One of the things I admire about environmental history is its emphasis on the embodied elements of culture, experience, and identity. Insisting that history was experienced through the body is, however, difficult to re-present on the page. Of course it can be done, and done very well, but how else might historians re-tell histories of embodiment? The always-interesting Joy Parr provides us with some possibilities right here.

What are the implications of this kind of scholarly work for the relationship between the historian and the subject? The (overly) easy answer is "nothing" but I am not so sure. Historians might be tempted to think about the use of new technologies for broadening our audiences but I hope that we also take this opportunity to cast the gaze a little more reflexively at our own individual and collective selves. Do we run a greater risk of appropriating the experiences, identities, and narratives of others as our own? How visible or audible should the historian be in such forms of representation? Blurring the lines between subject, historian, audience, and archive is an exciting possibility but also one with some daunting responsibility.
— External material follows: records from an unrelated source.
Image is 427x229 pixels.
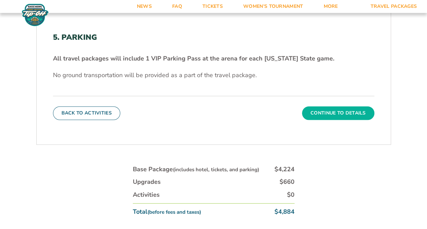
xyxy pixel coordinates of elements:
strong: All travel packages will include 1 VIP Parking Pass at the arena for each [US_STATE] State game. [53,54,334,62]
small: (before fees and taxes) [147,208,201,215]
img: Fort Myers Tip-Off [20,3,50,26]
div: $660 [279,177,294,186]
div: Total [133,207,201,216]
div: Base Package [133,165,259,173]
div: $4,224 [274,165,294,173]
p: No ground transportation will be provided as a part of the travel package. [53,71,374,79]
div: Activities [133,190,159,199]
div: $4,884 [274,207,294,216]
h2: 5. Parking [53,33,374,42]
button: Continue To Details [302,106,374,120]
div: $0 [287,190,294,199]
div: Upgrades [133,177,161,186]
small: (includes hotel, tickets, and parking) [173,166,259,173]
button: Back To Activities [53,106,120,120]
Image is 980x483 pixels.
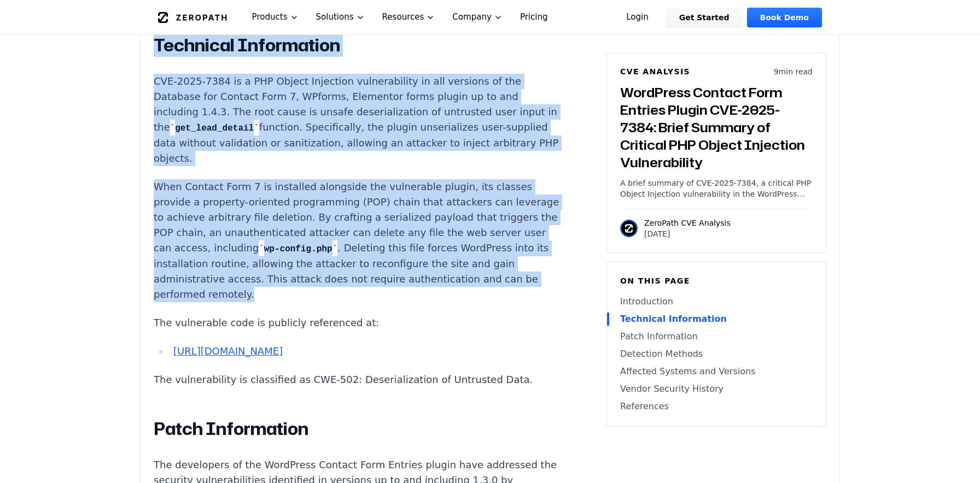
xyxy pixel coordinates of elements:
[153,179,561,302] p: When Contact Form 7 is installed alongside the vulnerable plugin, its classes provide a property-...
[620,84,813,171] h3: WordPress Contact Form Entries Plugin CVE-2025-7384: Brief Summary of Critical PHP Object Injecti...
[644,228,730,239] p: [DATE]
[620,400,813,413] a: References
[153,372,561,387] p: The vulnerability is classified as CWE-502: Deserialization of Untrusted Data.
[620,177,813,199] p: A brief summary of CVE-2025-7384, a critical PHP Object Injection vulnerability in the WordPress ...
[620,330,813,343] a: Patch Information
[773,66,813,77] p: 9 min read
[620,275,813,287] h6: On this page
[747,8,822,28] a: Book Demo
[153,35,561,56] h2: Technical Information
[170,123,259,133] code: get_lead_detail
[153,74,561,166] p: CVE-2025-7384 is a PHP Object Injection vulnerability in all versions of the Database for Contact...
[644,218,730,228] p: ZeroPath CVE Analysis
[620,313,813,326] a: Technical Information
[613,8,661,28] a: Login
[258,244,337,254] code: wp-config.php
[620,365,813,378] a: Affected Systems and Versions
[153,418,561,440] h2: Patch Information
[620,295,813,308] a: Introduction
[620,348,813,360] a: Detection Methods
[666,8,742,28] a: Get Started
[173,345,282,357] a: [URL][DOMAIN_NAME]
[620,220,637,237] img: ZeroPath CVE Analysis
[620,66,690,77] h6: CVE Analysis
[153,316,561,331] p: The vulnerable code is publicly referenced at:
[620,382,813,396] a: Vendor Security History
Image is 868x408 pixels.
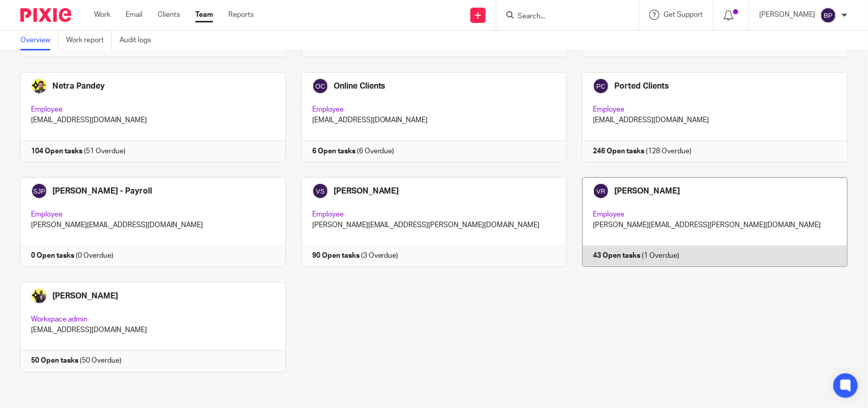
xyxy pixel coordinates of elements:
[517,12,608,22] input: Search
[228,10,254,20] a: Reports
[196,10,213,20] a: Team
[20,8,71,22] img: Pixie
[759,10,815,20] p: [PERSON_NAME]
[66,31,112,51] a: Work report
[157,10,180,20] a: Clients
[820,7,837,24] img: svg%3E
[125,10,142,20] a: Email
[94,10,110,20] a: Work
[20,31,58,51] a: Overview
[663,11,703,18] span: Get Support
[119,31,159,51] a: Audit logs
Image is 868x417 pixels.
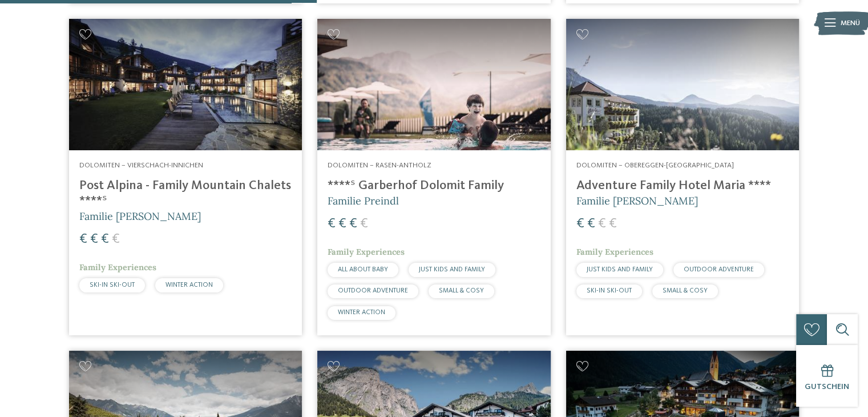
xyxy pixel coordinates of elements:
[609,217,617,231] span: €
[796,345,858,407] a: Gutschein
[328,162,431,169] span: Dolomiten – Rasen-Antholz
[90,281,135,288] span: SKI-IN SKI-OUT
[577,162,734,169] span: Dolomiten – Obereggen-[GEOGRAPHIC_DATA]
[80,232,87,246] span: €
[80,178,291,209] h4: Post Alpina - Family Mountain Chalets ****ˢ
[165,281,213,288] span: WINTER ACTION
[328,247,405,257] span: Family Experiences
[317,19,550,335] a: Familienhotels gesucht? Hier findet ihr die besten! Dolomiten – Rasen-Antholz ****ˢ Garberhof Dol...
[112,232,120,246] span: €
[69,19,302,150] img: Post Alpina - Family Mountain Chalets ****ˢ
[338,287,408,294] span: OUTDOOR ADVENTURE
[684,266,754,273] span: OUTDOOR ADVENTURE
[328,217,335,231] span: €
[566,19,799,335] a: Familienhotels gesucht? Hier findet ihr die besten! Dolomiten – Obereggen-[GEOGRAPHIC_DATA] Adven...
[419,266,485,273] span: JUST KIDS AND FAMILY
[360,217,368,231] span: €
[577,217,584,231] span: €
[577,194,698,207] span: Familie [PERSON_NAME]
[80,162,203,169] span: Dolomiten – Vierschach-Innichen
[598,217,606,231] span: €
[587,287,632,294] span: SKI-IN SKI-OUT
[328,178,540,194] h4: ****ˢ Garberhof Dolomit Family
[577,178,789,194] h4: Adventure Family Hotel Maria ****
[566,19,799,150] img: Adventure Family Hotel Maria ****
[101,232,109,246] span: €
[80,209,201,223] span: Familie [PERSON_NAME]
[349,217,357,231] span: €
[338,266,388,273] span: ALL ABOUT BABY
[805,383,849,390] span: Gutschein
[588,217,595,231] span: €
[338,309,385,316] span: WINTER ACTION
[69,19,302,335] a: Familienhotels gesucht? Hier findet ihr die besten! Dolomiten – Vierschach-Innichen Post Alpina -...
[90,232,98,246] span: €
[577,247,653,257] span: Family Experiences
[317,19,550,150] img: Familienhotels gesucht? Hier findet ihr die besten!
[80,262,156,272] span: Family Experiences
[587,266,653,273] span: JUST KIDS AND FAMILY
[439,287,484,294] span: SMALL & COSY
[338,217,346,231] span: €
[663,287,708,294] span: SMALL & COSY
[328,194,399,207] span: Familie Preindl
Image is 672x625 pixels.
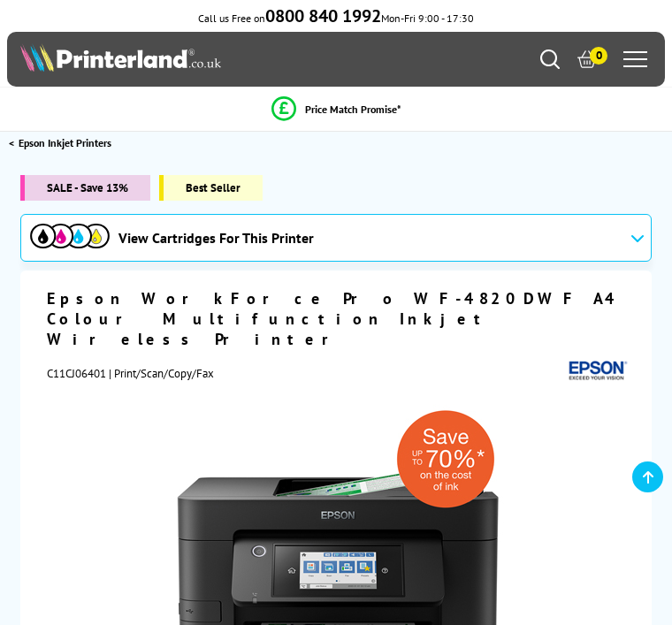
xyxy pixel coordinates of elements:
[21,43,221,71] img: Printerland Logo
[9,94,663,125] li: modal_Promise
[159,175,263,201] span: Best Seller
[563,358,630,384] img: Epson
[305,103,402,115] span: Price Match Promise*
[265,5,381,27] b: 0800 840 1992
[47,366,107,381] span: C11CJ06401
[30,224,110,248] img: cmyk-icon.svg
[590,47,607,65] span: 0
[19,134,112,153] span: Epson Inkjet Printers
[21,43,336,75] a: Printerland Logo
[118,229,314,246] span: View Cartridges For This Printer
[19,134,115,153] a: Epson Inkjet Printers
[577,50,597,69] a: 0
[541,50,560,69] a: Search
[47,289,630,349] h1: Epson WorkForce Pro WF-4820DWF A4 Colour Multifunction Inkjet Wireless Printer
[109,366,214,381] span: | Print/Scan/Copy/Fax
[265,12,381,24] a: 0800 840 1992
[21,175,151,201] span: SALE - Save 13%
The hovering head at the top of this page might still have some useful things to say about all this.

Saturday, April 7, 2007

Because the World Needed Another Blog

The title of this blog refers to two things: 1) I am trying to figure out how to "write" in the digital age, and so this blog is going to be, in part, a laboratory for some experiments in scholarly communication. This refers to content (what is "scholarly"?) but especially to form. 2) This is a site being produced by a historian who is fascinated by all things historiographical, and yet my definitions of both these things ("historian" and "historiographical") go decidedly beyond the Dictionary.com versions. This means, for example, that I just may go on-and-on about the novels of Michael Chabon, especially since his newest is about to arrive on my doorstep.

And if you are wondering what book I am holding in the image at the top of this page, go here or here to learn a little more.